Millennials had barely recovered from the Great Recession. Then came the pandemic.

A generation of young adults who came of age during the Great Recession — in what was then the worst economy and job market since the Depression — are now finding that their wobbly recession-era start is compounding the financial woes the pandemic is inflicting.

Credit counselors say there has been a perfect storm of stagnant wages, soaring student debt and — because of those hindrances — a lack of wealth-building through home equity and stock market investment that previous generations were able to achieve.
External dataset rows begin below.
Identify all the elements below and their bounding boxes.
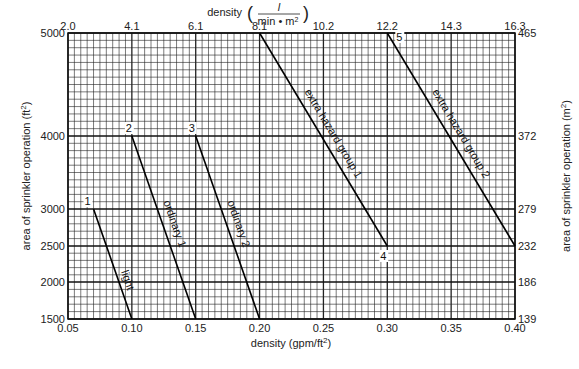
x-tick: 0.30 bbox=[377, 322, 398, 334]
y2-tick: 232 bbox=[518, 240, 536, 252]
svg-text:): ) bbox=[303, 3, 309, 23]
x2-tick: 6.1 bbox=[188, 20, 203, 32]
y-tick: 3000 bbox=[41, 203, 65, 215]
y-tick: 5000 bbox=[41, 27, 65, 39]
x2-tick: 12.2 bbox=[377, 20, 398, 32]
x-tick: 0.35 bbox=[440, 322, 461, 334]
y-axis-ticks: 500040003000250020001500 bbox=[41, 27, 65, 325]
y-axis-label: area of sprinkler operation (ft2) bbox=[19, 102, 32, 251]
y2-axis-ticks: 465372279232186139 bbox=[518, 27, 536, 325]
grid-minor bbox=[68, 33, 515, 319]
curve-point-label: 5 bbox=[396, 31, 402, 43]
y2-axis-label: area of sprinkler operation (m2) bbox=[559, 100, 572, 252]
x2-axis-label: density ( l min • m2 ) bbox=[207, 1, 309, 27]
x-tick: 0.25 bbox=[313, 322, 334, 334]
y2-tick: 139 bbox=[518, 313, 536, 325]
svg-text:min • m2: min • m2 bbox=[258, 15, 299, 27]
x-tick: 0.20 bbox=[249, 322, 270, 334]
y-tick: 2500 bbox=[41, 240, 65, 252]
curve-point-label: 3 bbox=[189, 122, 195, 134]
y2-tick: 186 bbox=[518, 276, 536, 288]
curve-point-label: 4 bbox=[380, 250, 386, 262]
curve-point-label: 2 bbox=[126, 122, 132, 134]
x-tick: 0.10 bbox=[121, 322, 142, 334]
x2-tick: 4.1 bbox=[124, 20, 139, 32]
svg-text:density: density bbox=[207, 6, 242, 18]
x-axis-label: density (gpm/ft2) bbox=[251, 336, 331, 349]
x-tick: 0.15 bbox=[185, 322, 206, 334]
svg-text:(: ( bbox=[247, 3, 253, 23]
x-axis-ticks: 0.050.100.150.200.250.300.350.40 bbox=[57, 322, 525, 334]
y2-tick: 279 bbox=[518, 203, 536, 215]
y-tick: 2000 bbox=[41, 276, 65, 288]
y-tick: 4000 bbox=[41, 130, 65, 142]
y2-tick: 372 bbox=[518, 130, 536, 142]
curve-point-label: 1 bbox=[84, 195, 90, 207]
sprinkler-density-area-chart: light1ordinary 12ordinary 23extra hazard… bbox=[0, 0, 579, 369]
curves: light1ordinary 12ordinary 23extra hazard… bbox=[84, 31, 515, 319]
y-tick: 1500 bbox=[41, 313, 65, 325]
svg-text:l: l bbox=[278, 1, 281, 13]
y2-tick: 465 bbox=[518, 27, 536, 39]
x2-tick: 14.3 bbox=[440, 20, 461, 32]
x2-tick: 10.2 bbox=[313, 20, 334, 32]
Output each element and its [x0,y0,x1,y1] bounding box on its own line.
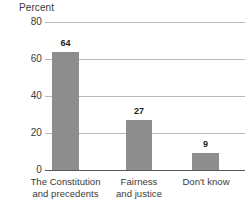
y-tick-label-0: 0 [2,164,42,175]
y-tick-label-40: 40 [2,90,42,101]
bar-chart: Percent 80 60 40 20 0 64 27 9 The Consti… [0,0,250,213]
bar-value-label-1: 64 [45,38,86,48]
x-category-label-2-line-1: Fairness [121,176,158,187]
bar-value-label-2: 27 [118,106,160,116]
y-tick-label-60: 60 [2,53,42,64]
bar-the-constitution-and-precedents[interactable] [52,52,79,170]
y-tick-label-80: 80 [2,16,42,27]
x-category-label-3-line-1: Don't know [182,176,229,187]
x-category-label-2: Fairness and justice [96,176,182,199]
gridline-80 [45,22,245,23]
x-category-label-1-line-1: The Constitution [31,176,101,187]
plot-area: 80 60 40 20 0 64 27 9 The Constitution a… [0,0,250,213]
x-category-label-3: Don't know [171,176,241,188]
bar-value-label-3: 9 [185,139,226,149]
bar-fairness-and-justice[interactable] [126,120,152,170]
bar-dont-know[interactable] [192,153,219,170]
x-axis-baseline [45,170,245,171]
x-category-label-2-line-2: and justice [96,188,182,200]
y-tick-label-20: 20 [2,127,42,138]
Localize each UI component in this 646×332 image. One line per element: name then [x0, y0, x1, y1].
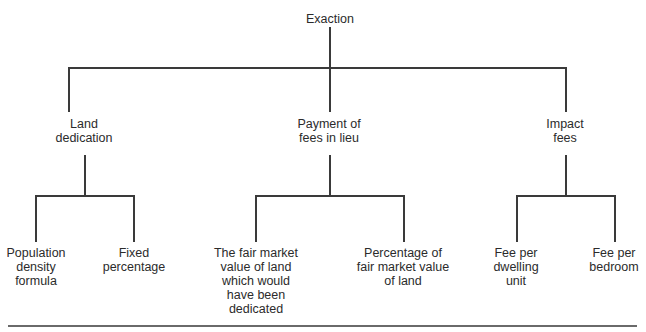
node-land-dedication: Land dedication: [56, 117, 113, 145]
connector-payment-right: [403, 195, 405, 242]
node-percentage-fair-market-value: Percentage of fair market value of land: [357, 246, 449, 288]
connector-impact-down: [565, 155, 567, 195]
connector-impact-right: [614, 195, 616, 242]
node-impact-fees: Impact fees: [546, 117, 584, 145]
connector-impact-bar: [516, 195, 615, 197]
connector-payment-bar: [255, 195, 404, 197]
connector-land-left: [35, 195, 37, 242]
node-fair-market-value-dedicated: The fair market value of land which woul…: [214, 246, 298, 316]
node-fixed-percentage: Fixed percentage: [103, 246, 166, 274]
node-population-density-formula: Population density formula: [6, 246, 65, 288]
connector-to-land-dedication: [68, 67, 70, 112]
connector-land-right: [133, 195, 135, 242]
connector-level1-bar: [68, 67, 566, 69]
connector-impact-left: [516, 195, 518, 242]
node-payment-fees-in-lieu: Payment of fees in lieu: [297, 117, 360, 145]
connector-land-bar: [35, 195, 133, 197]
node-root: Exaction: [306, 12, 354, 26]
connector-root-down: [329, 27, 331, 112]
connector-to-impact-fees: [565, 67, 567, 112]
connector-payment-left: [255, 195, 257, 242]
connector-land-down: [84, 155, 86, 195]
bottom-divider: [8, 325, 637, 327]
connector-payment-down: [329, 155, 331, 195]
node-fee-per-bedroom: Fee per bedroom: [589, 246, 638, 274]
node-fee-per-dwelling-unit: Fee per dwelling unit: [493, 246, 538, 288]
“The combination of two recessions and a student loan crisis make it really hard to make ends meet in America,” said Rohan Pavuluri, who in 2016 co-founded Upsolve, a nonprofit, app-based platform that helps people who can’t afford the legal fees file for bankruptcy.

Since mid-March, Pavuluri said that 40 percent of the people citing job loss as the reason for a bankruptcy filing say the pandemic was the tipping point — and the average age of his users is 39. “All the millennials we help have less than $10,000 in assets,” Pavuluri said. For the most part, “They’re renting their homes, and they’re living paycheck to paycheck.”

The fractured nature of the economy into which younger adults entered the workforce has had a multiplier effect on their inability to gain financial traction. “If they've been in the gig economy and have been working in the gig economy, it can be much harder,” said Gigi Hyland, executive director of the National Credit Union Foundation.

A lack of benefits like health insurance and retirement savings compound the often-erratic earnings that make it incredibly difficult to build up an emergency fund. “The gig economy lacks a social safety net,” Pavuluri said.

Farita Toney, a property manager in Oakland, California, is one of these Americans. Her part-time gig doing online back-end office management — a side hustle she has been nurturing for six years now — has dwindled as businesses have gone into financial lockdown.

“I had at least one client say she had to cease services,” Toney said, and she worries about the fallout if more see her services as an expendable expense. “I’ve been able to float above water but if someone says, ‘Hey, I can't do this anymore,’ or if I were to lose my job, I don’t know what I’d do.”

This setback is a frustrating reminder of the hardships Toney faced a decade ago. “No one anticipated this. If anything, it’s been more stressful trying to figure out how to rise above this and not get discouraged,” she said.